Freaks of Nature: What Anomalies Tell Us about Development and Evolution
Mark S. Blumberg - 2008
Born and raised in a small town, they enjoy a close relationship, though each has her own tastes and personality. But the Hensels also share a body. Their two heads sit side-by-side on a single torso, with two arms and two legs. They have not only survived, but have developed into athletic, graceful young women. And that, writes Mark S. Blumberg, opens an extraordinary window onto human development and evolution.In Freaks of Nature, Blumberg turns a scientist's eye on the oddities of nature, showing how a subject once relegated to the sideshow can help explain some of the deepest complexities of biology. Why, for example, does a two-headed human so resemble a two-headed minnow? What we need to understand, Blumberg argues, is that anomalies are the natural products of development, and it is through developmental mechanisms that evolution works. Freaks of Nature induces a kind of intellectual vertigo as it upends our intuitive understanding of biology. What really is an anomaly? Why is a limbless human a freak, but a limbless reptile-a snake-a successful variation?What we see as deformities, Blumberg writes, are merely alternative paths for development, which challenge both the creature itself and our ability to fit it into our familiar categories. Rather than mere dead-ends, many anomalies prove surprisingly survivable-as in the case of the goat without forelimbs that learned to walk upright. Blumberg explains how such variations occur, and points to the success of the Hensel sisters and the goat as examples of the extraordinary flexibility inherent in individual development.In taking seriously a subject that has often been shunned as discomfiting and embarrassing, Mark Blumberg sheds new light on how individuals-and entire species-develop, survive, and evolve.
A Guide to The Immortal Life of Henrietta Lacks by Rebecca Skloot
Liss Ross - 2012
It includes a list of important people and important terms, and overall book summary, a chapter by chapter book summary as well as a supplemental essay.
Catching Babies
J.D. Kleinke - 2011
Two ends of the same spectrum.

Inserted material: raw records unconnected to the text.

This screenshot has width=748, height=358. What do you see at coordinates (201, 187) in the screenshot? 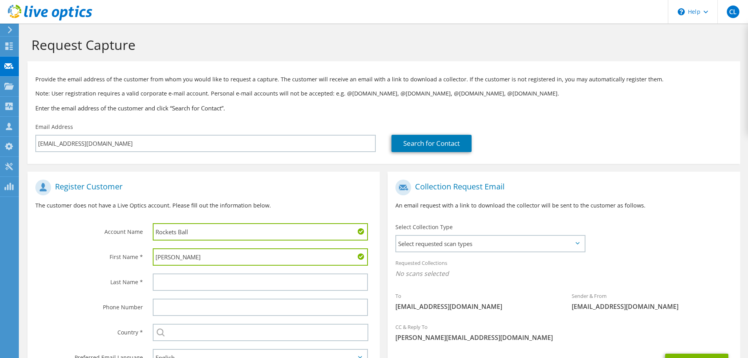
I see `h1: Register Customer` at bounding box center [201, 187].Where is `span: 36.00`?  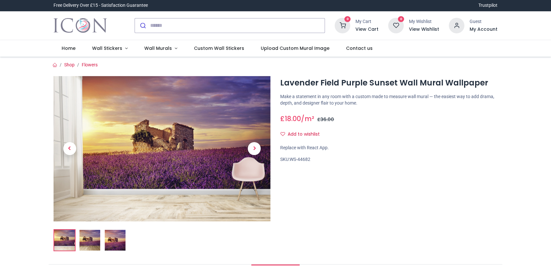 span: 36.00 is located at coordinates (327, 120).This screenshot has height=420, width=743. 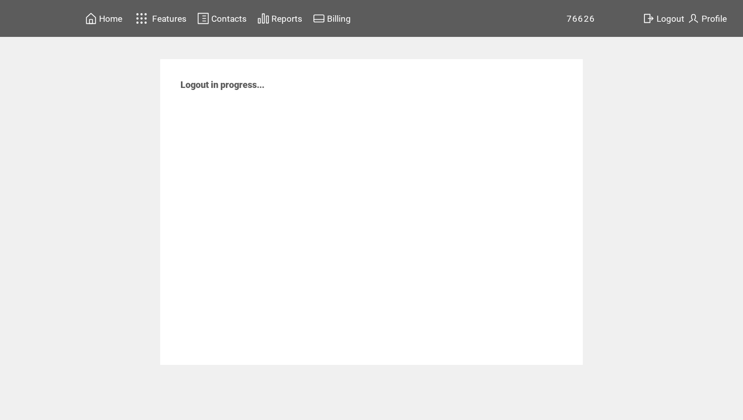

And sometimes the only person standing between is a tired, overworked resident with personal problems of her own.Welcome to the world of Catching Babies. In the halls of a busy metropolitan teaching hospital, a group of OB/GYN doctors complete their residencies and embark on ambitious careers, all while trying to hold their lives together at the seams. Jay is running from a life he’s tried to leave behind, while Katie sacrifices everything she has to serve an endless parade of needy patients. Anna is out trying to save the world, while Tracy is trying to save twins dying in utero. Based on true stories from delivery rooms and labor decks, Catching Babies spins the doctors’ stories into a gripping mosaic of the obsessions, the anxieties, and the heroism of doctors who have chosen to preside over life’s greatest medical drama—high-risk childbirth.